Northeastern Section - 57th Annual Meeting - 2022

Paper No. 32-9
Presentation Time: 4:30 PM

A MODERN PULSE OF PLATE-VELOCITY EXHUMATION AND DIACHRONOUS CRUSTAL MELTING IN THE NANGA PARBAT MASSIF


GUEVARA, Victor, Geology, Amherst College, 220 S Pleasant St, Amherst, MA 01002-2372, SMYE, Andrew J., Department of Geosciences, The Pennsylvania State University, University Park, PA 16802, CADDICK, Mark, Department of Geosciences, Virginia Tech, Blacksburg, VA 24061, SEARLE, Michael P., Department of Earth Sciences, University of Oxford, Oxford, OX1 3AN, United Kingdom, OLSEN, Telemak, Geology, Western Washington University, 516 High Street, Bellingham, WA 98225, WHALEN, Lisa M., Geoscience, Virginia Tech, Blacksburg, VA 24061, HAN, Angelina, Geology, Amherst College, 11 Barrett Hil Drive, Amherst, MA 01002, KYLANDER-CLARK, Andrew, Geological Sciences, UC, Santa Barbara, Department of Geological Sciences, UC Santa Barbara—Building 526, Santa Barbara, CA 93106-9630, JERCINOVIC, Michael J., Department of Geosciences, University of Massachusetts, Amherst, 627 N Pleasant St, Amherst, MA 01003-9354 and WATERS, David J., Department of Earth Sciences, University of Oxford, South Parks Road, Oxford, OX1 3AN, United Kingdom; Oxford University Museum of Natural History, Parks Road, Oxford, OX1 3PW, United Kingdom

The Nanga Parbat Massif (NPM) in the western Himalayan syntaxis exposes Earth’s most rapidly-exhuming continental crust, and has served as a natural laboratory for investigating feedbacks between surficial and deep crustal processes during orogenesis. Proposed driving mechanisms for extremely rapid (up to 13 mm/yr) exhumation of the NPM include: 1) rapid surface denudation, largely driven by the powerful Indus River, 2) crustal weakening due to biotite breakdown melting, and 3) plate-scale changes in tectonic forcing. We combine monazite petrochronology with thermal modelling to evaluate the relative roles of crustal melting, surface denudation, and tectonics in facilitating plate-velocity exhumation of the NPM. Our data show an acceleration of exhumation rates from 2-4 mm/yr to 9-13 mm/yr that began at ~1 Ma. The total time-averaged exhumation rate derived from our analyses is ~5 mm/yr, in agreement with previous long-term estimates of exhumation rates in the NPM, but our results show that the NPM may be undergoing a modern pulse of Pleistocene exhumation.

Further, our data suggest that biotite breakdown melting reactions occurred at different points on the exhumation path in different rocks, making it difficult to conclusively attribute late-stage, in-situ biotite-breakdown melting and attendant crustal weakening as the trigger for the ~1 Ma exhumation pulse. The antecedence of the Indus River suggests that fluvial erosion alone did not initiate this pulse. Though it is tempting to attribute increased glacial erosion associated with the Mid-Pleistocene Transition as a driver of this exhumation pulse, differences in glacial coverage/precipitation between the western and eastern syntaxes suggests they should have responded differently to climatic forcing, which is not observed. Rather, a nearly synchronous acceleration in exhumation rates of similar magnitude in both the eastern and western syntaxes is most consistent with an orogen-scale tectonic trigger. One-dimensional thermal modelling shows that the reconstructed pressure-temperature-time path of our samples is consistent with exhumation in the NPM being dictated by antecedent deep crustal flow. The results of our study ultimately suggest tectonic forces currently dictate the loci and tempo of rapid exhumation in the Himalayan syntaxes.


TASK DIRECTIONS | Pick out the lines below with "point" and list them.
▼▼▼
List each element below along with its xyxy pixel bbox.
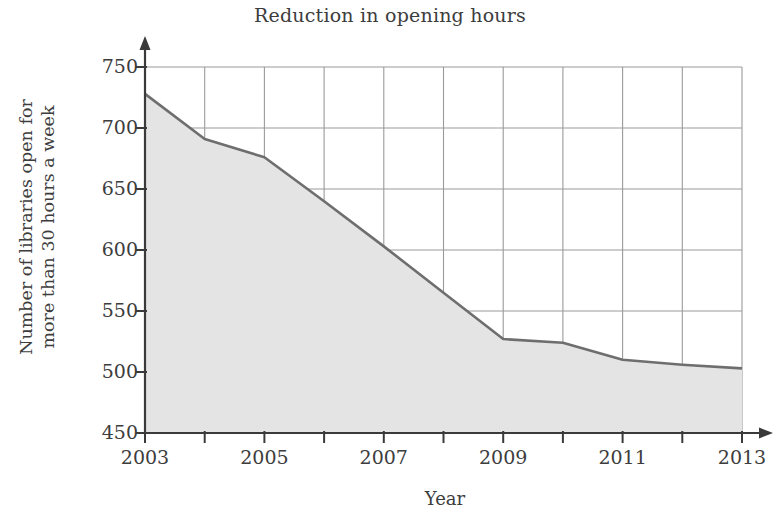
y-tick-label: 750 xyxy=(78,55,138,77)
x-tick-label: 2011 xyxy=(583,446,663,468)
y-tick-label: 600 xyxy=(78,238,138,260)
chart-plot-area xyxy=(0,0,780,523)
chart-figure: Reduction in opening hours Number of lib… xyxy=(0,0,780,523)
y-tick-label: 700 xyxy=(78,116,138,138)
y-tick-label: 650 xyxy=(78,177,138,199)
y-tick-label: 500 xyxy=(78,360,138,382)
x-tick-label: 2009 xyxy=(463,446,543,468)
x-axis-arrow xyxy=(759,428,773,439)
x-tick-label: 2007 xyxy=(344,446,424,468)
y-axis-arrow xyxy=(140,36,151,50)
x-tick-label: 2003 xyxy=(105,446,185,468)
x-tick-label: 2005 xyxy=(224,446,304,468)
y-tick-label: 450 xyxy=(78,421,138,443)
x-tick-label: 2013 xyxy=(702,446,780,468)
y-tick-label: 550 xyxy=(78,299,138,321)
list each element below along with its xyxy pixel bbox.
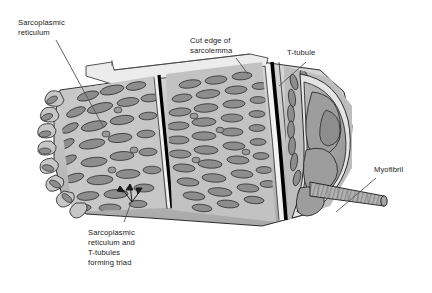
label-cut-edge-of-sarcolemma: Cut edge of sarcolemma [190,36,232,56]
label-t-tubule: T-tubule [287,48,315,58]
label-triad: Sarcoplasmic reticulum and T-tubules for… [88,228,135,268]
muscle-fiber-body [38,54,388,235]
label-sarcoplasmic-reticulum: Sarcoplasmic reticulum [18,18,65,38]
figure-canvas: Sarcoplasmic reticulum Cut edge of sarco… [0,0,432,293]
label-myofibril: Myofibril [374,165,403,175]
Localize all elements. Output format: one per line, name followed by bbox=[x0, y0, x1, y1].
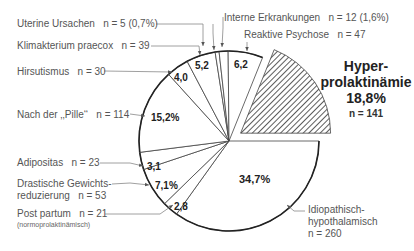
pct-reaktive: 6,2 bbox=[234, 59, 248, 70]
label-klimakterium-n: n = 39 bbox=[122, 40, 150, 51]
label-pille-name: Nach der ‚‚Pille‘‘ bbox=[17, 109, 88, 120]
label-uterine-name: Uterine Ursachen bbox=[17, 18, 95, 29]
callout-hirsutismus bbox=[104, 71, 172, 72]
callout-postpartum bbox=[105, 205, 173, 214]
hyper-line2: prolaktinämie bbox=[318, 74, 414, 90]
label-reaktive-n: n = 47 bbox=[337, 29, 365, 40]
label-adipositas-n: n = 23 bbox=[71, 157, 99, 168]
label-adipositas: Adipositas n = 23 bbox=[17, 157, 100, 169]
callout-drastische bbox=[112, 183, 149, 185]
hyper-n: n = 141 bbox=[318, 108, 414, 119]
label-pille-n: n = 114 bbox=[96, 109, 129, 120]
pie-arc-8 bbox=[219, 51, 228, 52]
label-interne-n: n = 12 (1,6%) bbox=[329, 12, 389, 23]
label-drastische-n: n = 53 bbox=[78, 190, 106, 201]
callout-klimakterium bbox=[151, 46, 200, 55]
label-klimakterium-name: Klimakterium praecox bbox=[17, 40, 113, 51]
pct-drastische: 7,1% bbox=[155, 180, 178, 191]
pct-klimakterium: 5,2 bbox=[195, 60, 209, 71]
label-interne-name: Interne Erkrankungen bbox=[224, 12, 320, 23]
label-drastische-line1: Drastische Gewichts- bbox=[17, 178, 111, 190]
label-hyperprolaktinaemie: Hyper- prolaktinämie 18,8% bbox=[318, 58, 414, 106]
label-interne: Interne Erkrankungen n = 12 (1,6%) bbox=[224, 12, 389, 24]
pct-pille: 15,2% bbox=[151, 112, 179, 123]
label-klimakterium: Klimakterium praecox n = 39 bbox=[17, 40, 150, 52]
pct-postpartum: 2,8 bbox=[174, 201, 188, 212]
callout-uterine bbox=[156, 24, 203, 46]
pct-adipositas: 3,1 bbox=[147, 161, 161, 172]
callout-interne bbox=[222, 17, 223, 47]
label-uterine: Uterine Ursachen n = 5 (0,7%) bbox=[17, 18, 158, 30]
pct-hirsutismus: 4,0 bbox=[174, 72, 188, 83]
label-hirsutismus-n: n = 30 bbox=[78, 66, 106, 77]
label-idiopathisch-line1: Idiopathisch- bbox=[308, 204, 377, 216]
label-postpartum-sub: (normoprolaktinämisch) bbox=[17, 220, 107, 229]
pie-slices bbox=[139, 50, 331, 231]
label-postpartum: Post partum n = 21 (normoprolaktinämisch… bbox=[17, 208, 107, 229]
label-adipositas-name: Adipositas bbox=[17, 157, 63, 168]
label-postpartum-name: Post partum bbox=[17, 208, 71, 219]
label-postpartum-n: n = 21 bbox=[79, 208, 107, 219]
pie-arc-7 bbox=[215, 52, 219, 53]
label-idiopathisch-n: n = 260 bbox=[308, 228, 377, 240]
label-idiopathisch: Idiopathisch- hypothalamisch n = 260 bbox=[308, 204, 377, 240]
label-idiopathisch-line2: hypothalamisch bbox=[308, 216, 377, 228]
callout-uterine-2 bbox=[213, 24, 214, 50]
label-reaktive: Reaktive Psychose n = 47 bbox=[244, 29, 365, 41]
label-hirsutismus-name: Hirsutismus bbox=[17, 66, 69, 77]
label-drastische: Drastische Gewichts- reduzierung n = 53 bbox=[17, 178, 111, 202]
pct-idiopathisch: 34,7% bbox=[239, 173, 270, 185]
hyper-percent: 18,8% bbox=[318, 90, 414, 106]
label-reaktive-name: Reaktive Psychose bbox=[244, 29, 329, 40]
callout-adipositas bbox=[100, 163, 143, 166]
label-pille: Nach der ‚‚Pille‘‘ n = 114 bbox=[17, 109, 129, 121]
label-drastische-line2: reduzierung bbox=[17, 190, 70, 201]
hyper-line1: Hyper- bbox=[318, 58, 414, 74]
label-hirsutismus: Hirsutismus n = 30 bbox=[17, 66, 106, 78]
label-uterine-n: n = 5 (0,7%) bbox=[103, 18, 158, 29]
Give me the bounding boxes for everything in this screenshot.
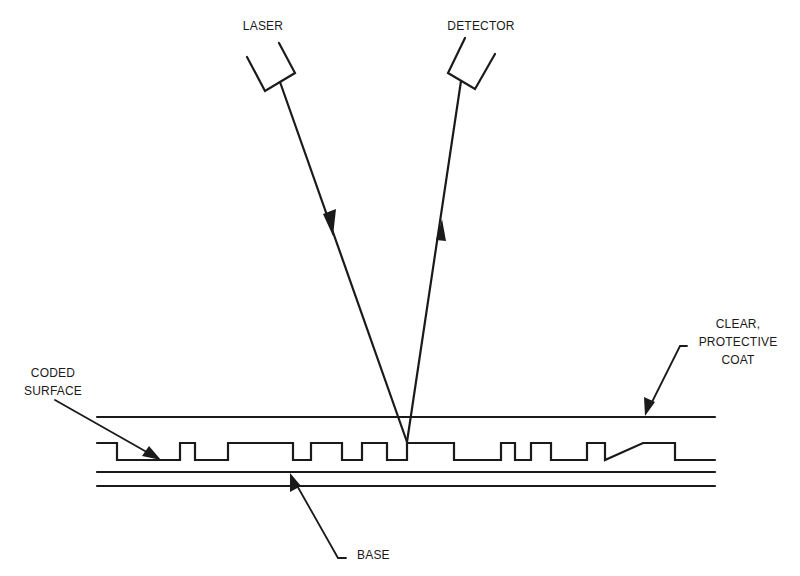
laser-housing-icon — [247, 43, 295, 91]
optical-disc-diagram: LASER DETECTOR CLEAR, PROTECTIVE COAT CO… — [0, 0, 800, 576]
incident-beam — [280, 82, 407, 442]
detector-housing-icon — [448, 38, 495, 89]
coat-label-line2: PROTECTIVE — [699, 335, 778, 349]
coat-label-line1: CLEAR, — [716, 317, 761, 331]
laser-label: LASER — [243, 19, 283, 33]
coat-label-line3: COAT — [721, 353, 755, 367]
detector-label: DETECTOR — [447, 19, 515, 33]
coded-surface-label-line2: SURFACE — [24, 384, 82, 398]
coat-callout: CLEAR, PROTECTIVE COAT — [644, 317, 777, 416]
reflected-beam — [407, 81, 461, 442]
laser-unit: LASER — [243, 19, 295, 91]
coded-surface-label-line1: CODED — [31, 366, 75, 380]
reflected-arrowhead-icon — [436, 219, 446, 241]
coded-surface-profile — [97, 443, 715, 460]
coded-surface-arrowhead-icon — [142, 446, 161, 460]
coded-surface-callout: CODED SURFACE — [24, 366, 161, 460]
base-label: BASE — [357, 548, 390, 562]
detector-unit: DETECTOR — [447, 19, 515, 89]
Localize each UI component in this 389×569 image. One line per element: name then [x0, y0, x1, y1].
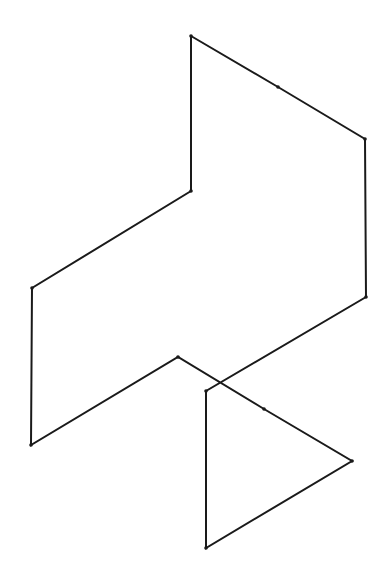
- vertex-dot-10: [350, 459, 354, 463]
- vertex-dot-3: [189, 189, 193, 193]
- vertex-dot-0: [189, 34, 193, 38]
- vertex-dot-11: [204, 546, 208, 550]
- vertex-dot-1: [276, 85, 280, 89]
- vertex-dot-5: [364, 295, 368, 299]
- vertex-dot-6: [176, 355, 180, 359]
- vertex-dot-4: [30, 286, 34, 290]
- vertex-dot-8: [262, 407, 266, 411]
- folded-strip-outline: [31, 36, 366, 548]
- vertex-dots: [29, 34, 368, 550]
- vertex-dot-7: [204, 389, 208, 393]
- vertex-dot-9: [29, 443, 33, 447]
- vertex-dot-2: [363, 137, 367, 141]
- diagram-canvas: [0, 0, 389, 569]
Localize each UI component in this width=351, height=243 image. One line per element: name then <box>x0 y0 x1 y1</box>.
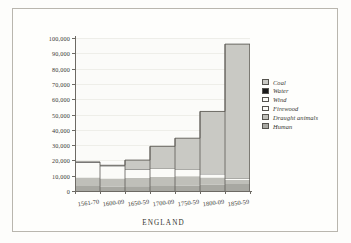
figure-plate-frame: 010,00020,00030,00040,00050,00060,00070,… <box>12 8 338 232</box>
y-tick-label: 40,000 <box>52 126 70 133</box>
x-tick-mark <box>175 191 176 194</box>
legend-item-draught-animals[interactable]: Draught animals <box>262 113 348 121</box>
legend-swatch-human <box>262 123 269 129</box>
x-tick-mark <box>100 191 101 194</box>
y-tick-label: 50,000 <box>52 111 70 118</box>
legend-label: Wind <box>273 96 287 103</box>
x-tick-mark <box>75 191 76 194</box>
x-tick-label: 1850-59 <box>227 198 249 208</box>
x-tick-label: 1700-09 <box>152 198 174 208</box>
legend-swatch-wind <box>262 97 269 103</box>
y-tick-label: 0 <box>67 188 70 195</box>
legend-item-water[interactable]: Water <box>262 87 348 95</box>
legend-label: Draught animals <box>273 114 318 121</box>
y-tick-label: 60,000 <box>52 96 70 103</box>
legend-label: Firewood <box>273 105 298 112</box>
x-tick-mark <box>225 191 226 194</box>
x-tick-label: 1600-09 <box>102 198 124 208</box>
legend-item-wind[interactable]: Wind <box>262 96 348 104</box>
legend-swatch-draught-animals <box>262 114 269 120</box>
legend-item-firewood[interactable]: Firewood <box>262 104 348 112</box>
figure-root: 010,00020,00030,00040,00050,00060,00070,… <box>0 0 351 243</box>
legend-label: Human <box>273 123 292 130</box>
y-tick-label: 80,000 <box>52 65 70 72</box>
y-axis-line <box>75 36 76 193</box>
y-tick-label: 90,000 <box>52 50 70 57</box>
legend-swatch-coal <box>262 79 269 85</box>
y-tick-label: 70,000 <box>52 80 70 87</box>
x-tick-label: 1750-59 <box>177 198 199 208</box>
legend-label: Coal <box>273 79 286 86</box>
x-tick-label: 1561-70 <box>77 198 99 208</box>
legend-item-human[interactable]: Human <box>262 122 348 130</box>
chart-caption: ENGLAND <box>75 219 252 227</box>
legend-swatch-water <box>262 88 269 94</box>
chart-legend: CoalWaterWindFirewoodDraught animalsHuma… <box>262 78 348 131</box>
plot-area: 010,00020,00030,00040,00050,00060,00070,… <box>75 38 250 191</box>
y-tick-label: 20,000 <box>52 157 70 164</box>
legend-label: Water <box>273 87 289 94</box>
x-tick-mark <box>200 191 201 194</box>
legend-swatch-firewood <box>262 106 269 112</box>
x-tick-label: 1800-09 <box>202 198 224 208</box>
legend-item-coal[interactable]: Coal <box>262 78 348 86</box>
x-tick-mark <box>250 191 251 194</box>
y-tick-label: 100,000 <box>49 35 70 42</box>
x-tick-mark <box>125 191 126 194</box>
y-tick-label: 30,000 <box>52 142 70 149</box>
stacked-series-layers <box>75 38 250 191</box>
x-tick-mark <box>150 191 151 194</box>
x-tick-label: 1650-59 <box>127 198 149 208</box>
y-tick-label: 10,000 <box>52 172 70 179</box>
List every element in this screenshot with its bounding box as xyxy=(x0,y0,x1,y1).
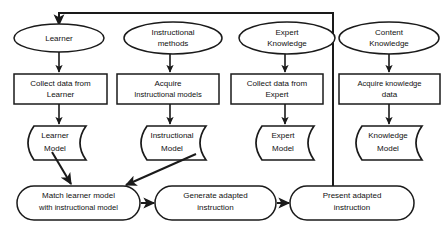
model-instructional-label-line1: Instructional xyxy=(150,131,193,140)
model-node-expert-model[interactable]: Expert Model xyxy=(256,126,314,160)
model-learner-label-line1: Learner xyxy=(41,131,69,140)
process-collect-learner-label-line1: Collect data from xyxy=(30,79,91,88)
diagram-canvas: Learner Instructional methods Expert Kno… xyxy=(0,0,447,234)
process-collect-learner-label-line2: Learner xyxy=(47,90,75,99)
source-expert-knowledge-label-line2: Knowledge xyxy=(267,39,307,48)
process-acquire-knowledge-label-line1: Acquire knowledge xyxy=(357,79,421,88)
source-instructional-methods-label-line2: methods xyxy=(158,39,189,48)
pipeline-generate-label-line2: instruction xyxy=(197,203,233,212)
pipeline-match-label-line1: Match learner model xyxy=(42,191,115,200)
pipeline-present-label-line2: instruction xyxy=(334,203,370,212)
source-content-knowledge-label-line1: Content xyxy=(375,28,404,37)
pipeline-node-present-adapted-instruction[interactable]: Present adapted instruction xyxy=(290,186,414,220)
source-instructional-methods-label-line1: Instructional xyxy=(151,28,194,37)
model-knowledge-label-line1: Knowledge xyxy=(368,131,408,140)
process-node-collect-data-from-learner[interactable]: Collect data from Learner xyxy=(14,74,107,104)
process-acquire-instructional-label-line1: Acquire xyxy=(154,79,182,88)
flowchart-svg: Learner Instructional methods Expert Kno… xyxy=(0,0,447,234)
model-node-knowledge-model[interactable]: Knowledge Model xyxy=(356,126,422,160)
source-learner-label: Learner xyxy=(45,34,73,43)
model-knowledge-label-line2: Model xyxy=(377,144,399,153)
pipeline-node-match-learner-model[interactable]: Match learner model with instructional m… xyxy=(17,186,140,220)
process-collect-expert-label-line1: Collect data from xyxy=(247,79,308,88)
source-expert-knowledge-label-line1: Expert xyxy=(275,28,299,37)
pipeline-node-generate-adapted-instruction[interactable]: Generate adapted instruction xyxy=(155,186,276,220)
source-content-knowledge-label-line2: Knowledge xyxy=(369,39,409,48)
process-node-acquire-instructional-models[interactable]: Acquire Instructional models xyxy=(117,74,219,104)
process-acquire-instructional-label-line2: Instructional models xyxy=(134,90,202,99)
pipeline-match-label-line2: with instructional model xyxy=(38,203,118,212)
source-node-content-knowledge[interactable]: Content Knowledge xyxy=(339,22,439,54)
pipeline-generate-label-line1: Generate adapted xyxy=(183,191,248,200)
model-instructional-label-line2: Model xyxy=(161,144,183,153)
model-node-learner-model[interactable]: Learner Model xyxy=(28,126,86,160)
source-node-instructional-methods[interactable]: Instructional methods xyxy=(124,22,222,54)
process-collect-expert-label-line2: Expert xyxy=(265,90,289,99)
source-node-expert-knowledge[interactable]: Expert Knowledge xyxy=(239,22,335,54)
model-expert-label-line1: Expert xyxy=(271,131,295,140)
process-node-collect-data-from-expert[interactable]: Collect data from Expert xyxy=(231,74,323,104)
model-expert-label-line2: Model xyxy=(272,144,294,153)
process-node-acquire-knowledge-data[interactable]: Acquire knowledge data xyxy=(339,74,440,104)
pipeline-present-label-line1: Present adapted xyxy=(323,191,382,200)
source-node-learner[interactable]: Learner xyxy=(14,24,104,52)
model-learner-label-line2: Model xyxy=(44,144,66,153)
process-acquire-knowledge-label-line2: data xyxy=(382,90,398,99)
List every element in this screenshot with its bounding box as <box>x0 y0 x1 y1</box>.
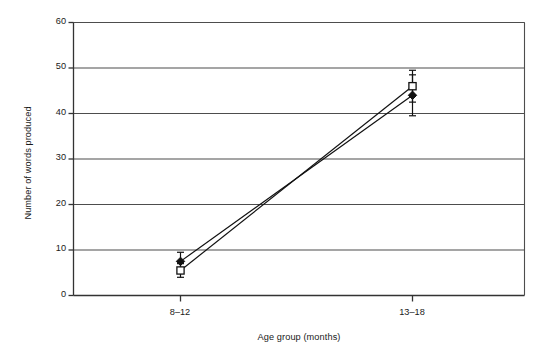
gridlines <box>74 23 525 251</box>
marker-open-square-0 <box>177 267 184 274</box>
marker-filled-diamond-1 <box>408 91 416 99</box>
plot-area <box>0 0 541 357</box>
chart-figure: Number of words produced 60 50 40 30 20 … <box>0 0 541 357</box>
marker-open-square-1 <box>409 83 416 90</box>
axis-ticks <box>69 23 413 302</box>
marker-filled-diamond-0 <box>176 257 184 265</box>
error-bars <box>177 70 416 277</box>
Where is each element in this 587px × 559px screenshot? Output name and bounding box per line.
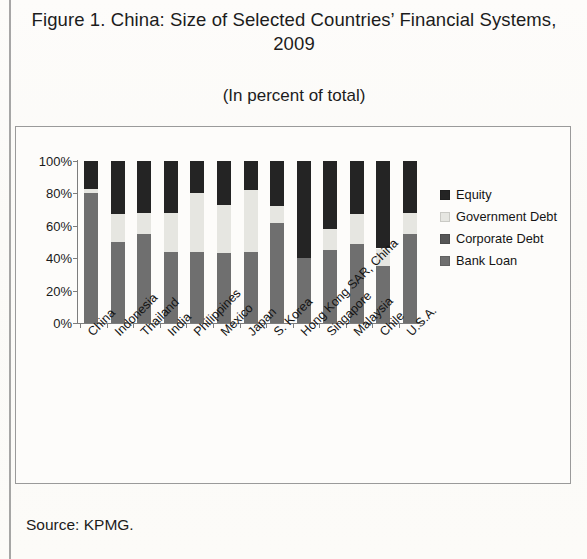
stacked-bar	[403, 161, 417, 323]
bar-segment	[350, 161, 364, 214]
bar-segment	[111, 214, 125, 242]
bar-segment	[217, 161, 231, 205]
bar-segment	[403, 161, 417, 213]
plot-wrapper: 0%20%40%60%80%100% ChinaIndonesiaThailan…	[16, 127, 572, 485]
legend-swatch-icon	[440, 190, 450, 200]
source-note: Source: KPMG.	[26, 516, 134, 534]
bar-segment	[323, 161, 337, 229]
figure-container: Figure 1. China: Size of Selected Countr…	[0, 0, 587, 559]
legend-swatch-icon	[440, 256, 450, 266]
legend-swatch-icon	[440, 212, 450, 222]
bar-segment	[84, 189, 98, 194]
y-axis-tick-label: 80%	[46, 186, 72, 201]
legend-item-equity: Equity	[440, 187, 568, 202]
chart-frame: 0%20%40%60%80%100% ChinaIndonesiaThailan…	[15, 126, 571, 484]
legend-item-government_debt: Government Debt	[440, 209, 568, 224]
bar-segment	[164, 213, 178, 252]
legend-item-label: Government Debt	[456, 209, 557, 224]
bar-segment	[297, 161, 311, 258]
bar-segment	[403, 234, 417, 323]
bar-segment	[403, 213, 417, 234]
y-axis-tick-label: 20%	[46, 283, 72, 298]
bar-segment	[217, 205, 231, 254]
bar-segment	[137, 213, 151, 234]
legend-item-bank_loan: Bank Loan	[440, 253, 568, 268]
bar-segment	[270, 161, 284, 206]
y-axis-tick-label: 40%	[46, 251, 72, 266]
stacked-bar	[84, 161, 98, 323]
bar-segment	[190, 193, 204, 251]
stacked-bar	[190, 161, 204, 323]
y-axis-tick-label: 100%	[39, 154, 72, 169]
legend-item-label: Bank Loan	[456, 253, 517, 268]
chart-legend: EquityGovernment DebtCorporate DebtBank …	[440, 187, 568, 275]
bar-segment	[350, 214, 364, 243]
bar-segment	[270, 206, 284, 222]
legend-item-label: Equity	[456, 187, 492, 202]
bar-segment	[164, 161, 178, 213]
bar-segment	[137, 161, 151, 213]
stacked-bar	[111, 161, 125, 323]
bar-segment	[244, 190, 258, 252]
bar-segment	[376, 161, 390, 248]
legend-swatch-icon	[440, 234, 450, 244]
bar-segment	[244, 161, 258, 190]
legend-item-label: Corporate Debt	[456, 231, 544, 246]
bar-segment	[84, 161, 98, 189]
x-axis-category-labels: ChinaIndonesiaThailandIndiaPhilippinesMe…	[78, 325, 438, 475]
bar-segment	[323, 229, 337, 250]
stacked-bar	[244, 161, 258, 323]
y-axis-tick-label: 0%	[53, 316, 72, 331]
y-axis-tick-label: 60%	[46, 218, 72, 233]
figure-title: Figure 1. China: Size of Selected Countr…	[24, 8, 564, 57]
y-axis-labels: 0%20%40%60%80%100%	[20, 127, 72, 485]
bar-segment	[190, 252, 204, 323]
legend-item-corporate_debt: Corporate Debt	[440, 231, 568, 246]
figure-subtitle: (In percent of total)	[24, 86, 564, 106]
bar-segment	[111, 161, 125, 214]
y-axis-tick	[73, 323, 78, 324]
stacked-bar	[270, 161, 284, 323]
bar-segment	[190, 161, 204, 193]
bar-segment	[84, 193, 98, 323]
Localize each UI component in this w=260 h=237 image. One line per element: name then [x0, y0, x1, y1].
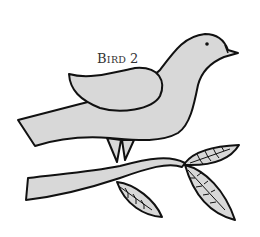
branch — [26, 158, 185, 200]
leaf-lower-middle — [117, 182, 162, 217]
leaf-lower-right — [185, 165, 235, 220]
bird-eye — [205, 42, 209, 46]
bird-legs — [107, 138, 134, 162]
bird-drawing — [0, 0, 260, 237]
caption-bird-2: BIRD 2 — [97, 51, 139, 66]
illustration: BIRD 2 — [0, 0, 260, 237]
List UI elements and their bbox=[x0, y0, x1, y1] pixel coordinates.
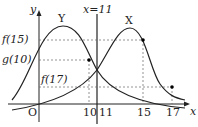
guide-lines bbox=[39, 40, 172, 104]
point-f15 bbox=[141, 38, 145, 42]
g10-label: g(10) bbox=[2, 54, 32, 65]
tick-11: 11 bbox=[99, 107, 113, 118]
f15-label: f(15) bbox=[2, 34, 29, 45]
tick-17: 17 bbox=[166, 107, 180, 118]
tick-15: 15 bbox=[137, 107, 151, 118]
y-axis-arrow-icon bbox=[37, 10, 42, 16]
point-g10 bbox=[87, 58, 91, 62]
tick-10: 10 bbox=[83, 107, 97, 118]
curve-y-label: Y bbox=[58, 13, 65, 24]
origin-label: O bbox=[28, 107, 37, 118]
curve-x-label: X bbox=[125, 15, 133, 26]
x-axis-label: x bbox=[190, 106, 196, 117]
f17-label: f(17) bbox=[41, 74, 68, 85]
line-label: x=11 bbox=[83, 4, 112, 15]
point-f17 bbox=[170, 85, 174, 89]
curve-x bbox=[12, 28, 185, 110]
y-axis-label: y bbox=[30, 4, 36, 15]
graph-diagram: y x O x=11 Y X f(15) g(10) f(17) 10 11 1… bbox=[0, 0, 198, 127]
▲▲▲
RESULT OF THIS TASK |
point-f15 bbox=[141, 38, 145, 42]
point-g10 bbox=[87, 58, 91, 62]
point-f17 bbox=[170, 85, 174, 89]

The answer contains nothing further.